October 1, 2012 — Health officials in Boston are in the process of notifying 57 people that they may have been exposed to blood pathogens when they were treated by city ambulance workers during the summer of 2011. Officials have identified a paramedic who is believed to have tampered with injectable narcotic painkillers while working for the Boston Public Health Commission, which operates the city’s ambulance service, for six weeks during 2011. The officials do not know whether the worker carried any infectious blood diseases, but they are offering free blood tests to the 57 people who may have been exposed.
The health department has made telephone calls to the victims, and will follow-up by sending letters offering free medical tests to check whether they have developed a blood disease. Officials have also notified the Boston Police Department, state public health officials, and the federal Drug Enforcement Administration.

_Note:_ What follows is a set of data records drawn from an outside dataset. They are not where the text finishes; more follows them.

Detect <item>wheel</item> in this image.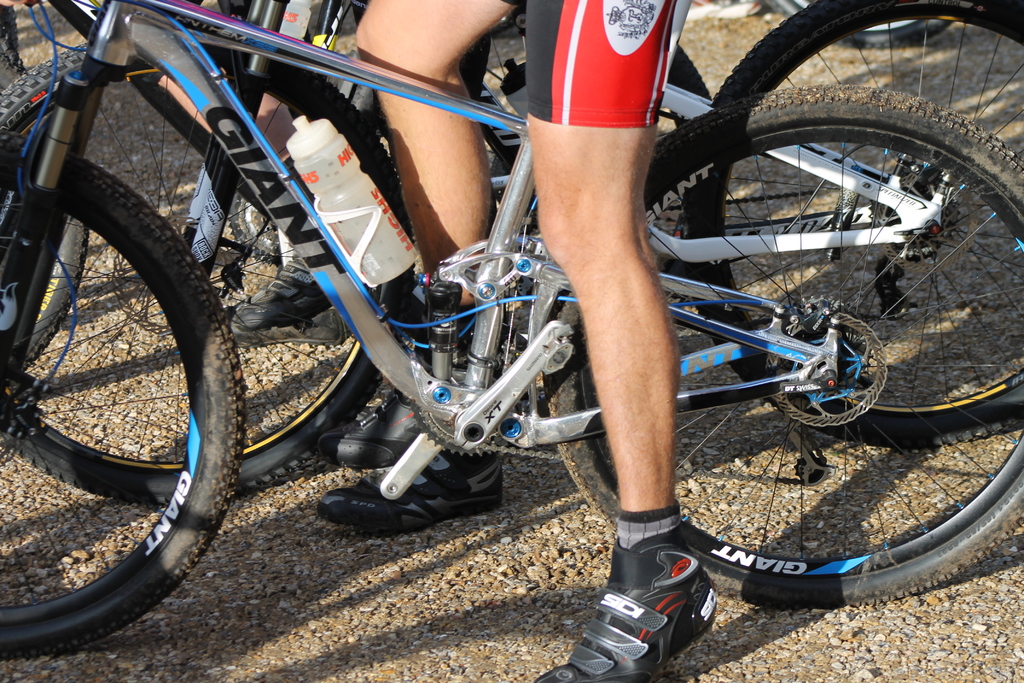
Detection: bbox=(0, 38, 387, 509).
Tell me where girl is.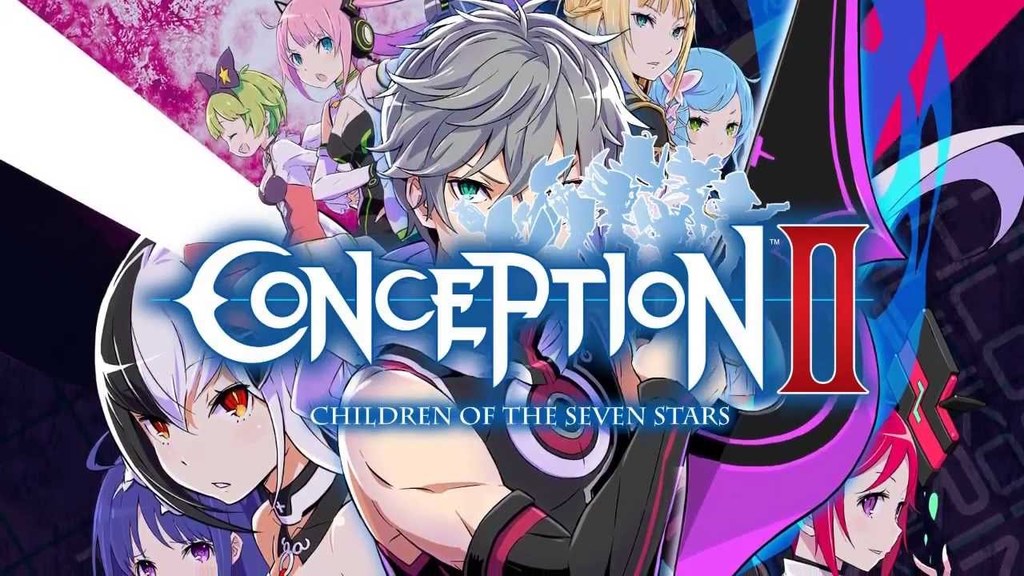
girl is at detection(198, 46, 310, 248).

The hospital has not named the paramedic or filed charges, but there is an ongoing criminal investigation. It is also unclear how the ambulance worker gained access to the powerful painkillers. The company’s security rules mandate that two ambulance workers must be present whenever patients are given the drugs.
Experts warn that drug diversion by healthcare workers is not uncommon. The workers typically target powerful liquid opioid painkillers for personal use or sale. Drugs like fentanyl are one of the most commonly stolen painkillers. The worker typically injects the drug, re-fills it with another liquid (usually water or saline), and then replaces the syringe where it was found. When the dirty needle is used on a patient, any blood diseases the worker had could be transmitted to a patient. The patient is also deprived of painkillers, often after an injury or before surgery.
The paramedic incident follows another incident at Exeter Hospital in New Hampshire. A medical technician named David Kwiatkowski was diverting drugs at the hospital while he was infected with hepatitis C. At least 30 people have tested positive for hepatitis C. Thousands more people are being tested for the disease.